Dialogues

Is Washington Washed Up?

David Brooks is a senior editor at the Weekly Standard and author of the forthcoming book Bobos in Paradise: The New Upper Class and How They Got There (click hereto buy it). Michael Elliott is the editor of Newsweek International.This week they debate whether Washington, D.C., has lost its vitality.

I love Washington. I lived there for the better part of a decade, from the mid-’80s to mid-’90s. My younger daughter was born there, and I made—and kept—far more friends there than I ever have in New York, where I now live. The capital’s climate, at least if you come from the weeping skies of my homeland, is one of the glories of the world; a Washington spring day, when the light flits from bud to leaf, can be achingly beautiful. And—here’s a surprise—I’m prepared to stipulate that Washington can be fun, too; within a rather small town, you can find a generously wide range of intellectual debate and stimulation.

All that speaks to Washington “the place.” But Washington “the concept”—I can’t think of a better way to put it—is dead. By the concept of Washington, I mean a set of institutions that shaped the course of American (and global) political discourse and which provided a focal point for American national identity. That Washington—the Washington that dominated the nightly news, that made stars of White House correspondents, chairmen of the House Ways and Means Committee, and assistant secretaries of this, that, and the other—has lost its glamour and sense of purpose; it just plain doesn’t matter as much as it once did. The proof, I thought, came during last year’s impeachment proceedings. Here, by any standard, was what should have been one of the great, compelling moments of the republic’s constitutional history; the first time an elected president stood trial in the well of the Senate. But as we all know, the nation as a whole tuned out. Why were we all not either outraged by what Clinton had done or appalled at the indignity to which his pursuers subjected him? Because the presidency—the epitome of Washington, the concept—had declined in importance so much that we rationally concluded that Clinton’s troubles were of little consequence for the things that really matter.

This waning of Washington shouldn’t come as any surprise. If you take the long view of history, the Washington that dominated our political lives was shaped during a 60-year period marked by three overlapping American crises: the Depression, wars both hot and cold, and the struggle for civil rights. “Washington,” if you like, was born at the time of the stock market crash of ‘29 and died on the miraculous night in November ‘89 when the Berlin Wall collapsed.

These crises shared a common trait.
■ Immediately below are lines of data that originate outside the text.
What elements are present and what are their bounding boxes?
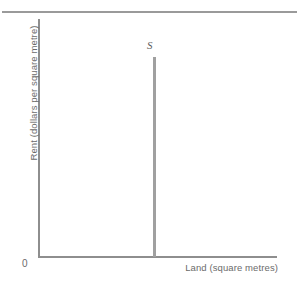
y-axis-title: Rent (dollars per square metre): [27, 13, 41, 173]
x-axis-line: [38, 256, 277, 258]
top-divider-rule: [2, 11, 297, 13]
supply-curve-label: S: [147, 40, 153, 51]
origin-label: 0: [22, 259, 28, 269]
x-axis-title: Land (square metres): [150, 262, 278, 274]
supply-of-land-chart: S 0 Rent (dollars per square metre) Land…: [0, 0, 299, 286]
supply-curve-line: [153, 57, 156, 257]
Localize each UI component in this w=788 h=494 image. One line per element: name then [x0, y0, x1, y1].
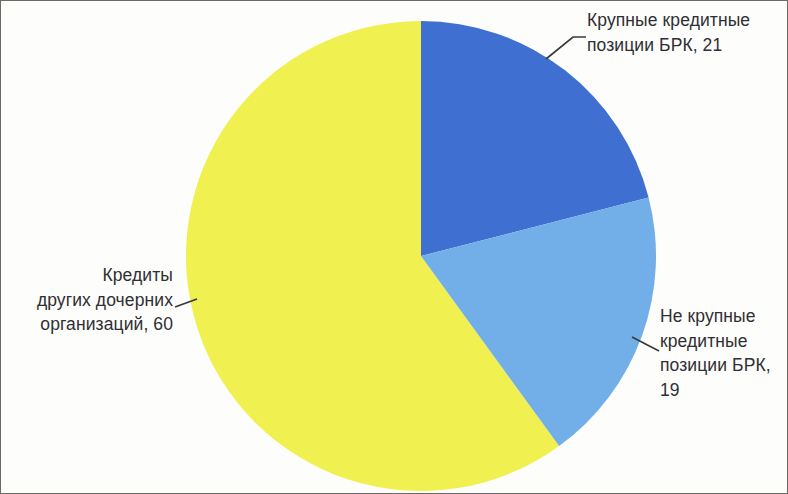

Each of them could only plausibly be ameliorated by a strong, dynamic central government, whose driver—doncha hate that word?—was assumed to be a chief executive of vision and determination. In all cases, neither the states nor the private sector could be entrusted with the job of putting the world back together (indeed, to some extent, they were the problem, not the solution). Only New Deal, alphabet soup Washington could tackle the sources of economic disaster; only the crisply suited, militarized Washington of FDR and Ronald Reagan could defeat Germany and Japan and face down the awful specter of Soviet communism; only the button-downed, string-tied, wonk-and-egghead Washington of JFK, Lyndon Johnson—yes, and Richard Nixon, too—could frame and implement the policies that outlawed the most egregious forms of racial discrimination and which ended the South’s long century as a nation within a nation.

These were great accomplishments, which we should still celebrate. But the crises that they addressed are over. The economy hums along nicely, we face no implacable national enemy and are unlikely to do so for decades, and the nation has signaled pretty decisively, I would have thought, that whatever the state of racial and ethnic relations may be, it does not want Washington meddling in them. We can leave our political life, such as it is, to state and local governments; we ask the private sector to handle our economic concerns.

So that’s where we now are: Washington has nothing left to do. I could go on and say that this is the true tragedy of Bill Clinton: that a man who had prepared remarkably well for the duties that went with “old” Washington arrived in town just at the moment that such skills were no longer needed. But I await David’s rebuttal—full, no doubt, of paeans to the revivification of the economy by AOL, the vibrant economy of Northern Virginia, the reclaiming of the old downtown. True, true, as that Budweiser commercial says. But beside the point.